In fact no one in life is ever on the same page on the same day in the same second which is all about relativity, and what we do with children should reflect things like that. My neighbor right this second might be on-line writing too, or sleeping or scratching a flea bite, or cleaning or fighting or designing ships in bottles. But when you read this where would that neighbor be and if you read in another time zone how would that then speak to making sure we all pass time the same. It can get rather long if I keep going.....Same pages. We aren't on same pages.
This is the driving force in my teaching world, this Standardization. This is a truth of Spellings. And crew. Good luck with it. Too bad learning isn't remotely like that.

But teaching is what I am already doing... which is feeding children on many levels. Of a way different kind.

Or that all got kind of yuckily balled up in soup.

My kids read "Yuck Soup", it pays if I just start talking about the day. 'Sarah' has learned the minute you have a "plan", you now do not probably have a lesson for someone in that room. Because you will over ride them. Note I did not say content, I did not say pass me the soda, I did not say anything without years of wading in to work with children to build understandings. I said someone gets the shrift with a firmly adhered to "canned plan".

I took into the morning some thoughts about red onions interestingly. I was bumping around in that soil last night from something on-line which resonated with me. Sometimes I can't get to it though, and I posted something rather unclear. Because I was just thinking about connecting and ............ I'd read something about cutting onions open and destroying them, lotus blossoms and thought of Shrek with his layers like an onion talk....after all an onion is always pretty strong and kind of stinks up our breath, but does flavor our food. You can see where this was taking me....sure...rings. Yes. I do love onion rings. I could eat onion rings as my food for at least the next year. Ever have those onion blossoms fried at the bars? Okay, enough. I play with food, with thoughts, with the meanings. Yes learning is part play. For me.
The genesis of art and lessons often is in my playing around inside of themes and taking in and designing, responding, observing, trying something, looking at results, changing directions, getting challenged, challenging myself, standing up, doing something....evaluating it, looking at the kids, at the kids at the kids and trying again. I have developed this kind of work ethic over my years and it's pretty much a drive. I have this around creating, and my own kids too.

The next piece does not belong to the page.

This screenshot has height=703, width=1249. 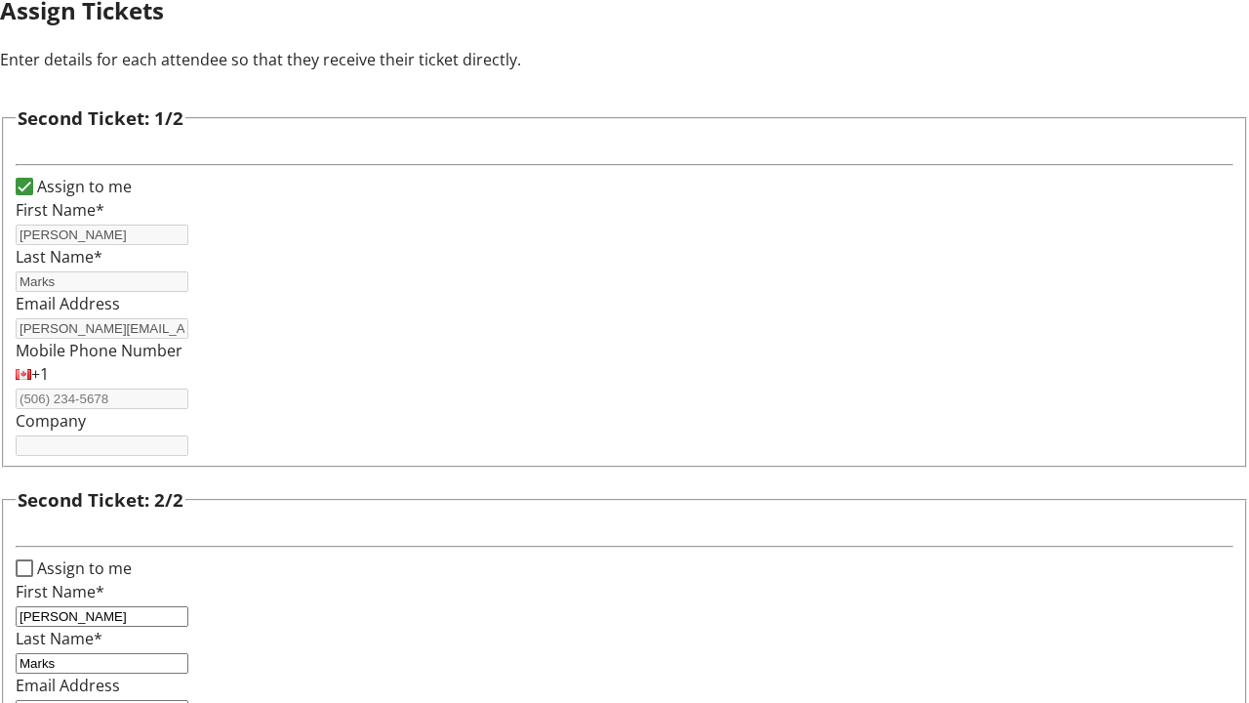 What do you see at coordinates (101, 118) in the screenshot?
I see `h3: Second Ticket: 1/2` at bounding box center [101, 118].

So I was thinking about printing from vegetables. Connecting to art and making.
Red onions would actually make very good prints. As the actual tool to print from.
Thinking of how to make a Red Onion of Doom into the Red Onion of Bloom, kind of got me to that connection. I'd seen a writing lesson that made me think about designing some experiences this week with my children, who are so shy with very beginning English levels and we need to connect some dots. A Feuerstein mediation reference actually.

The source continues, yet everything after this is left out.